Having the same DP across both legs, with direct communication to the director and brand, enabled visual coherence without excessive post-production correction—an underrated challenge in multi-location campaigns that becomes exponentially harder when notes pass through intermediary layers.
Production as Distribution Architecture
Most campaigns treat production and distribution as sequential steps. The Creative Sanctuary was structured differently.
Format was built in, not added after. The modular set design — three themed rooms plus a stills set — meant each room functioned as an independent content stream. Each player represented a different audience segment and market. The in-house social teams, working alongside the crew, created social-native content in parallel, not reverse-engineered from the hero film weeks later.
Casting was a distribution decision. Brazilian freestylers and their communities became organic distribution channels. This is harder to execute when casting goes through an agency optimizing for the hero film rather than the social ecosystem around it. Beyond the cast, the use of local influencers in Brazil acted as an organic multiplier — there's a specific energy when a global brand chooses your country to produce its flagship campaign, a local pride that translates into sharing and genuine enthusiasm that paid media can't replicate.
The platform was designed for longevity. The modular Sanctuary concept lets PUMA drop new players in as seasons progress. The Manchester Flow House event in November 2025 — featuring Jack Grealish and Noah Okafor — extended the campaign universe into a live activation, creating a second content wave. The Creativity pack launch in February 2026 continues the thread.
Applying our internal distribution analysis framework, platform presence was strong from launch across Instagram, TikTok, YouTube, and the brand website, with format-adapted content for each platform. Format optimization was above average because production was designed for it — vertical, horizontal, short cuts, stills all captured natively, not cropped as an afterthought. Community penetration benefited directly from the Brazilian casting and influencer strategy.
What the Model Requires
The lean structure isn't for every project. It requires a brand with in-house creative leadership willing to own decisions rather than delegate them to an agency. A director who operates as a creative partner. And a production company that can manage preparation and execution across geographies — crew, logistics, local partnerships, budget allocation — without the scaffolding of agency project management.
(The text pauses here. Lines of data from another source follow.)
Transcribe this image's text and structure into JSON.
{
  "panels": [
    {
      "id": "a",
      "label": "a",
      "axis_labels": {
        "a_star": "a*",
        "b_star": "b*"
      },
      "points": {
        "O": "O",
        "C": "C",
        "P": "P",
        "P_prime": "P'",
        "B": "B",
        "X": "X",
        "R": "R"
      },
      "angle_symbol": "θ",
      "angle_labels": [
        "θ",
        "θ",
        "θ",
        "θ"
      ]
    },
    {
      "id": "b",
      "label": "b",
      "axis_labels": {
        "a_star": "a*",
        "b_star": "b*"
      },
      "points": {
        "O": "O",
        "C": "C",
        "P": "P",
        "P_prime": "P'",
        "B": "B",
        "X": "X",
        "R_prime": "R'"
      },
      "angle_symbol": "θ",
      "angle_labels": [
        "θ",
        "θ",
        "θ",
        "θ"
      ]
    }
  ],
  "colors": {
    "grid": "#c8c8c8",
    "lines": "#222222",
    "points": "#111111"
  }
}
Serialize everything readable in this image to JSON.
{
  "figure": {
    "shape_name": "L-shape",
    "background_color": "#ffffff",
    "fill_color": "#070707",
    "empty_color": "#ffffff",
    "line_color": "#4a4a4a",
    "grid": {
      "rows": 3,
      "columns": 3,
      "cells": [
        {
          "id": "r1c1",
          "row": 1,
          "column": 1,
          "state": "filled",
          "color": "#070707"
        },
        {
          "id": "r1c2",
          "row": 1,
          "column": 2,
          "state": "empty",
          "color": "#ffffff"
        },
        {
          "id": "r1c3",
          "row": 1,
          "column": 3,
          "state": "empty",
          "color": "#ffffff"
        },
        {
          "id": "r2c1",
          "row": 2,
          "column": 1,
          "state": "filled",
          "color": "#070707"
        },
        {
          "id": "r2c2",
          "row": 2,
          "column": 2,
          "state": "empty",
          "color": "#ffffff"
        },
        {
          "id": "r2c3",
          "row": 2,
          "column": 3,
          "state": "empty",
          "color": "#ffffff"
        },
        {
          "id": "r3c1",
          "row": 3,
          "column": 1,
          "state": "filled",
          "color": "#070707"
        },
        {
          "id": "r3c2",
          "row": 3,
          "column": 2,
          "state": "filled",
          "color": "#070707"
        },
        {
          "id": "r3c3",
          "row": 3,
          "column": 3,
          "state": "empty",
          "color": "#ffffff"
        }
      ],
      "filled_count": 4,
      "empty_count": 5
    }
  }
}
When those conditions exist, the math changes. Not just on cost, but on speed, creative coherence, and the ability to build distribution into production from day one rather than treating it as someone else's problem after wrap.
For the Creative Sanctuary, those conditions existed. The output speaks for itself.
FALCA Visual S.L. is a production company based in Barcelona, operating across Spain, Portugal, Serbia, and the Middle East. We produce video and photo campaigns for brands including PUMA, BMW, Ferrari, Armani, and Reebok.